Applying Genetic Algorithms to Tune Heterogeneous Platform Configurations
Rice University
The International Conference on Parallel, Distributed and Grid Computing (PDGC), 2012
@article{grossman2012applying,
title={Applying Genetic Algorithms to Tune Heterogeneous Platform Configurations},
author={Grossman, M. and Kulkarni, S.},
year={2012}
}
Present need to move towards heterogeneous architectures has been well established. This has increased the importance of parallelization of software to achieve good performance. Use of mixed architectures exponentially increases the need of the programmer to understand the intricacies of the underlying hardware to achieve optimal speedup. Obtaining optimal performance on one such architecture is difficult, but this process needs to be repeated for even small changes in the architecture or the source code. In these situations use of autotuning [1], [2] can not only reduce the amount of effort in trying to manually figure out the best optimization, but could also find configurations that are better than what was achieved by an expert on that architecture. We apply this machine learning technique on two Medical imagining applications. Like many other computationally intensive imaging applications these applications are best suited to running on inherently parallel architectures. We compare our results with a past study of the same applications where we modified the applications to run best on the given architectures. We achieved speedups of up to 159.8% improvement on an individual kernel basis, and 39.7% for overall application performance.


The task =
The output must consist only of the lines from the one with "is (613, 284)." through the end of the listing, restated exactly and free of pictures.

Data under study =
-- Opening Marker --

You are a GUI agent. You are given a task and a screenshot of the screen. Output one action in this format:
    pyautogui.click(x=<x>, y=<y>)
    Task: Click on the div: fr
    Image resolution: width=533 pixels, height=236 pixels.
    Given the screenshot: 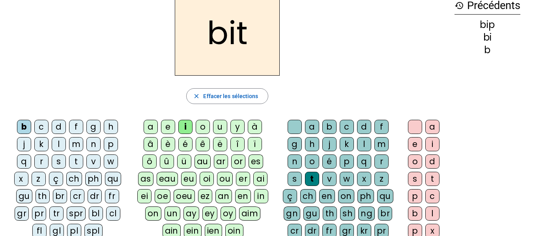 What is the action you would take?
    pyautogui.click(x=112, y=196)
    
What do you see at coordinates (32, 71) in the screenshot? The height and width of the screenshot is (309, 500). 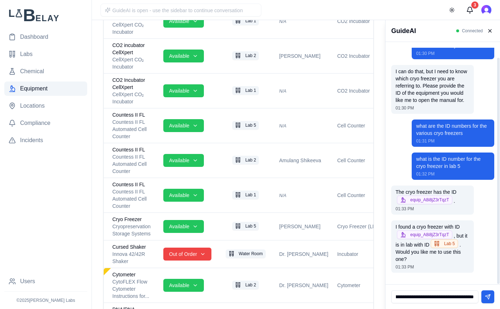 I see `span: Chemical` at bounding box center [32, 71].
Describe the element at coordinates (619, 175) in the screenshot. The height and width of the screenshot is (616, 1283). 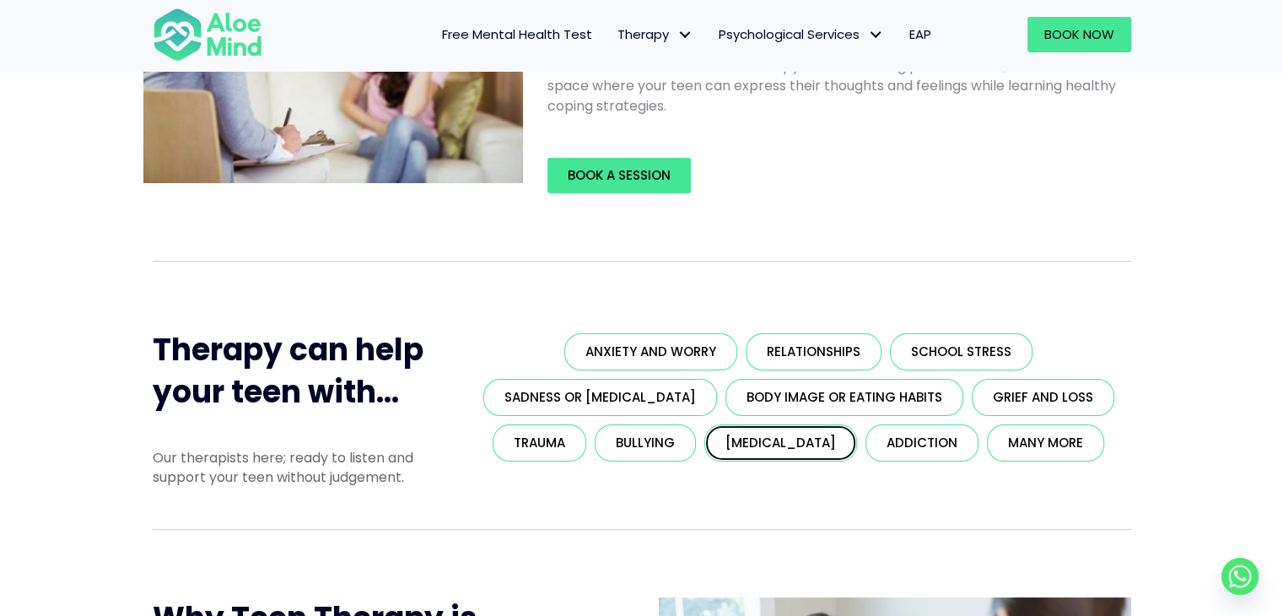
I see `span: Book a Session` at that location.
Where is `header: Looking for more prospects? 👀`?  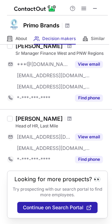
header: Looking for more prospects? 👀 is located at coordinates (57, 179).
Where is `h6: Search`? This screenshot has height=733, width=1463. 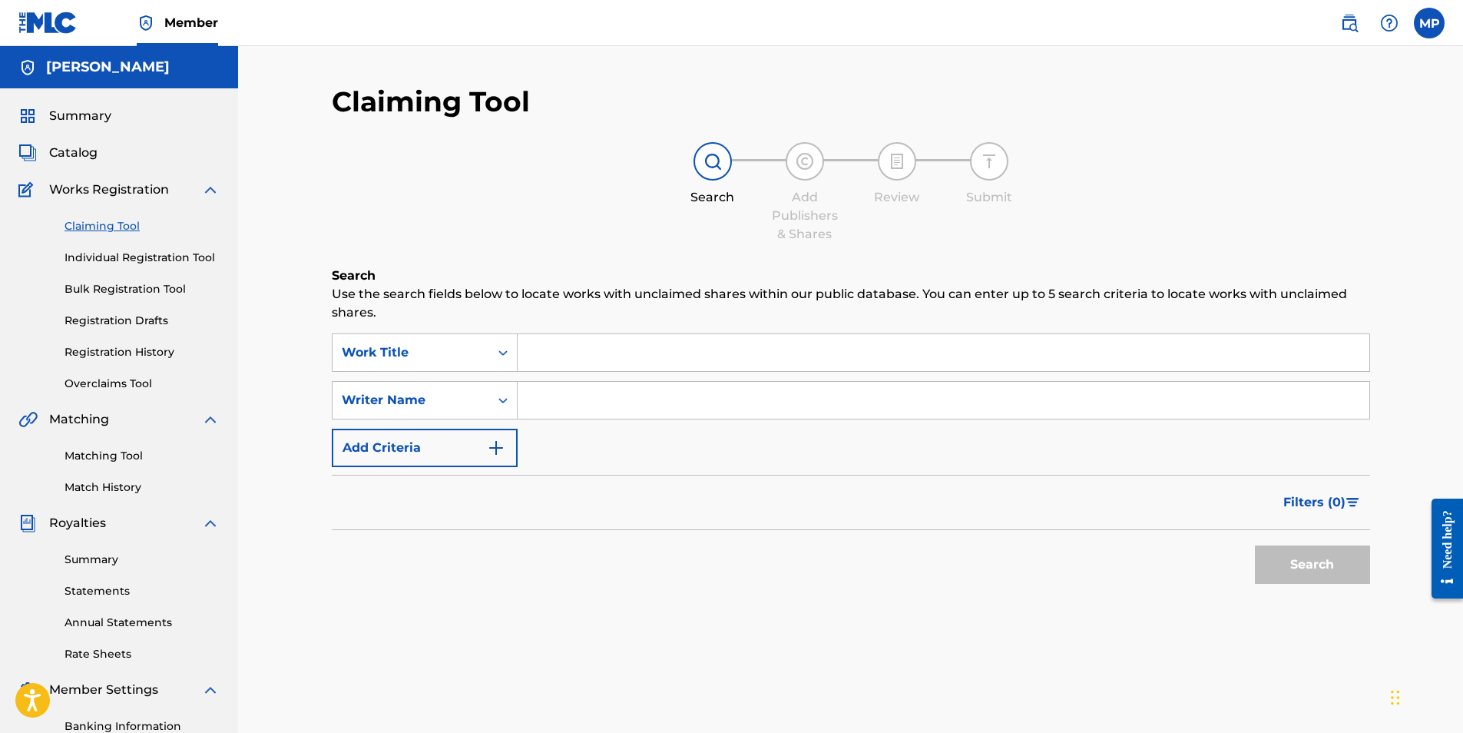
h6: Search is located at coordinates (851, 276).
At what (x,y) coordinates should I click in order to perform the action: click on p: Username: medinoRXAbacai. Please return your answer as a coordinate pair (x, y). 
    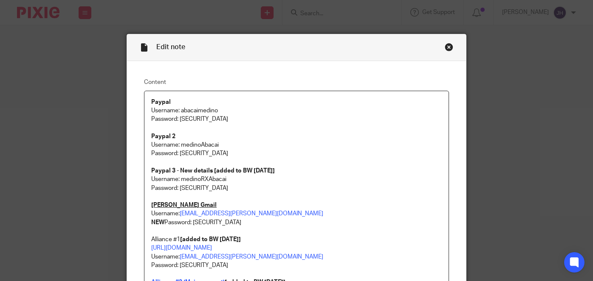
    Looking at the image, I should click on (296, 180).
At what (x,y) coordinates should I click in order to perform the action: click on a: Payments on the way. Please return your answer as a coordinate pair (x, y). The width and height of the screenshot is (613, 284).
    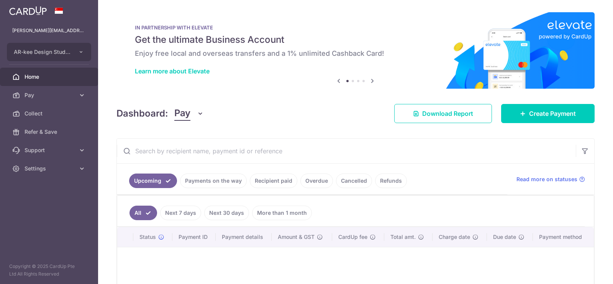
    Looking at the image, I should click on (213, 181).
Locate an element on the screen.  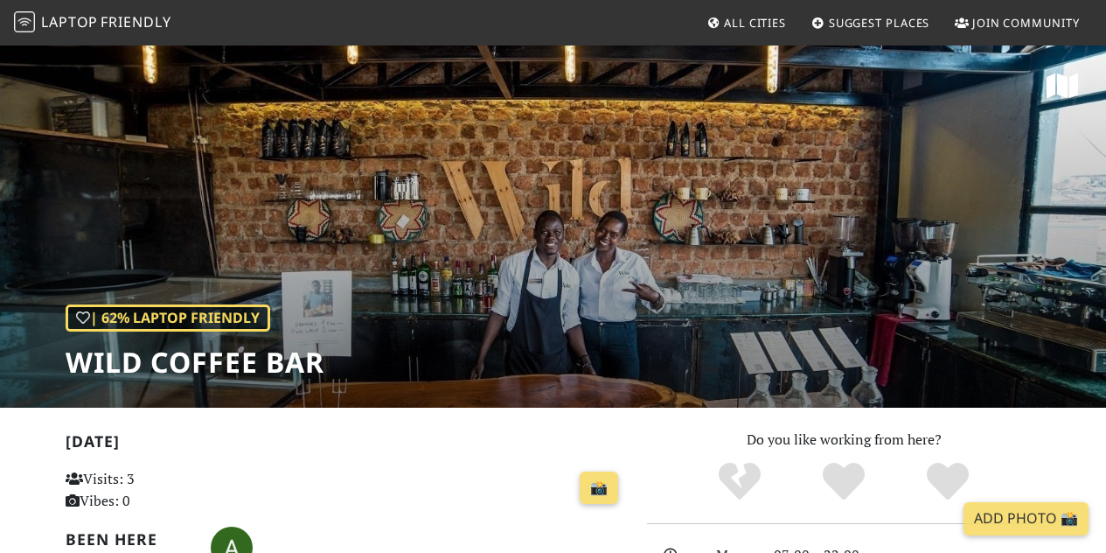
div: Definitely! is located at coordinates (947, 482).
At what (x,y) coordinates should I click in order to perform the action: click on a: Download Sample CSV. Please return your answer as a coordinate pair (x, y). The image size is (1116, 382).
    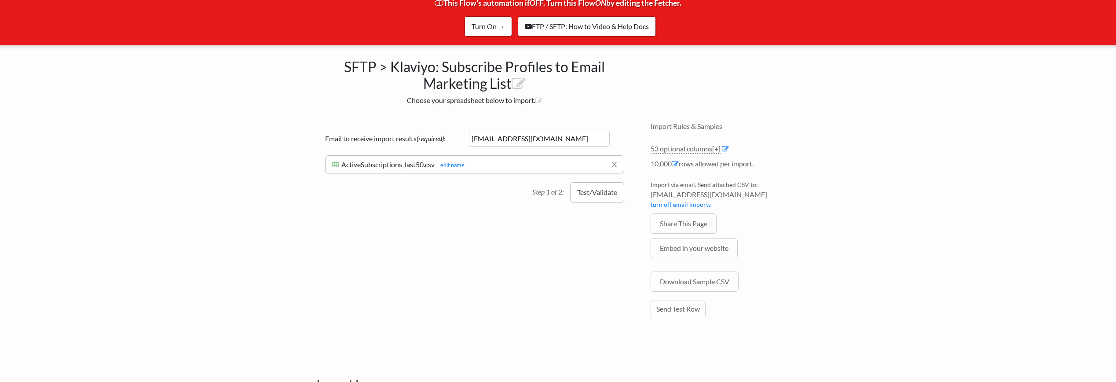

-- Closing Marker --

Exercise solution =
At what (x,y) coordinates should I click in order to perform the action: click on a: Payments on the way. Please return your answer as a coordinate pair (x, y). The width and height of the screenshot is (613, 284).
    Looking at the image, I should click on (213, 181).
Locate an element on the screen.  
div: Definitely! is located at coordinates (947, 482).
At what (x,y) coordinates should I click in order to perform the action: click on a: Download Sample CSV. Please return your answer as a coordinate pair (x, y). The image size is (1116, 382).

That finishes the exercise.